The chiffchaff was the first voice I picked out and named. The rest got easier from there.
That's why it's the bird I'd send any beginner to. Most songbirds give you a melody and ask you to memorise it. The chiffchaff gives you the answer in the question.
It sings its own name. Two notes, repeated from the tops of trees in a steady rhythm: chiff-chaff-chiff-chaff. Hear it once and you'll know it for the rest of your life.
It's a small, olive-green warbler, and one of the earliest singers of the year. In the woods of the East of England, the chiffchaff is often the first song you'll hear in spring. Sometimes the only one.
The first time I tried to learn it, I was expecting a melody. Chiffchaffs don't sing a melody. They sing a rhythm: two notes, repeated over and over from a high perch. Like a small steam train starting up.
Once you've heard it, you've heard every chiffchaff there is. Listen to the recording below. Play it twice.
🎧 Listen to the song of the common chiffchaff: steady, simple, unmistakable.

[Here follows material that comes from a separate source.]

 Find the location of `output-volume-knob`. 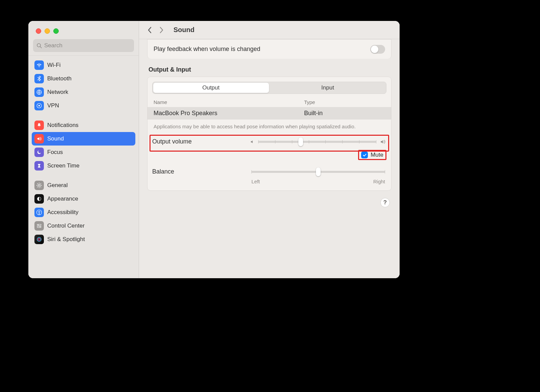

output-volume-knob is located at coordinates (301, 142).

You'll also hear my footsteps, a breath or two, and another sound in the distance.
A mammal calling now and then. I know what it was, but do you?
The chiffchaff has an almost-identical cousin called the willow warbler. By eye, they're hard to separate. Don't try yet. Listen instead.

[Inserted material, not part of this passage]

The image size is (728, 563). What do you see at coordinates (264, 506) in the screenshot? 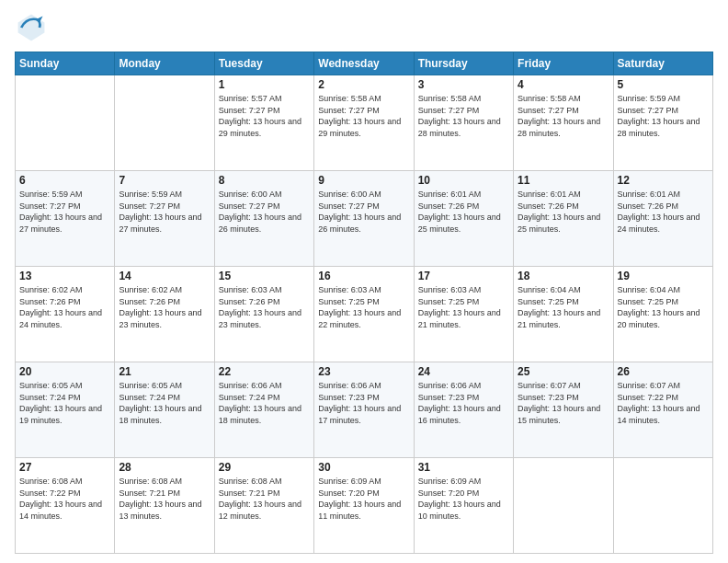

The willow warbler's song is nothing like the chiffchaff's. It's a falling cascade of notes that tumbles down the scale, not the same two notes repeated. Once you have the chiff-chaff rhythm in your ear, the willow warbler will sound completely different.
When you're ready to tell them apart by sight as well, I've written a more detailed guide on chiffchaff vs willow warbler.

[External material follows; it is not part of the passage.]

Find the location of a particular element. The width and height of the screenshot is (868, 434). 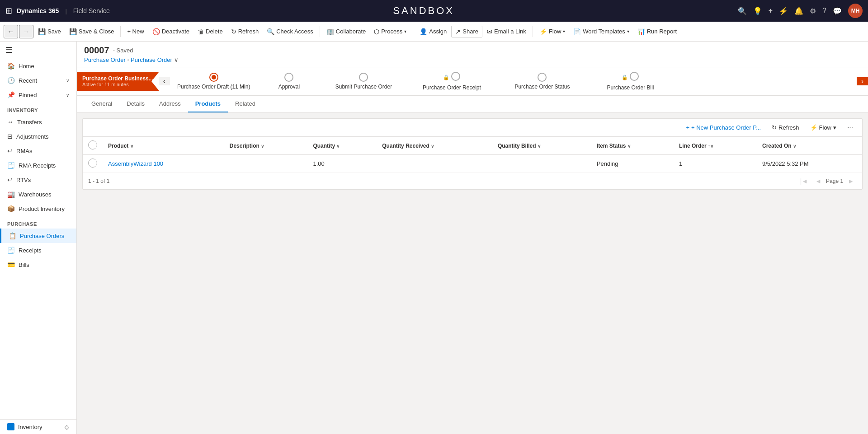

row-select-cell is located at coordinates (93, 164).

Common Chiffchaff singing from a high perch in early April sunlightYou've heard the song. Now you want a photo. Good luck.
Chiffchaffs are tiny and they never, ever stop moving. My hard drive has the blurry shots to prove it.
The single setting that fixes most of those shots: shutter speed.
Switch your camera dial to Shutter Priority mode ('S' or 'Tv'). That mode lets you choose the speed and the camera handles the rest. Set it to at least 1/1000th of a second. That's fast enough to freeze the restless movement.
A sharp photo is the first win. Turning a sharp photo into a portrait of the bird is a separate skill, for another page.
You don't need a special trip. This weekend:
Next time you walk in the woods and hear that song, you won't feel like an outsider. You'll know who's singing. And you won't be listening alone: here are the other woodland birds you'll hear in spring, from the song thrush to the headfirst nuthatch.
What did it feel like when you heard your first Chiffchaff? Did you have an 'Aha!' moment? Share your story, question, or photo here. I'd love to read it, and I'm sure other visitors on the same journey would, too. Let's get the conversation started.
Click below to see contributions from other visitors to this page...
I think I heard a Chiffchaff at Paxton Pits Not rated yet
"I was out near Paxton Pits and think I heard a Chiffchaff, but it was just a single, soft 'hweet' sound every so often, not the full song. Is that normal?" …
Seasonal field notes from my wildlife walks: recent encounters, the story behind favourite photos, and simple, practical tips you can use on your next outing.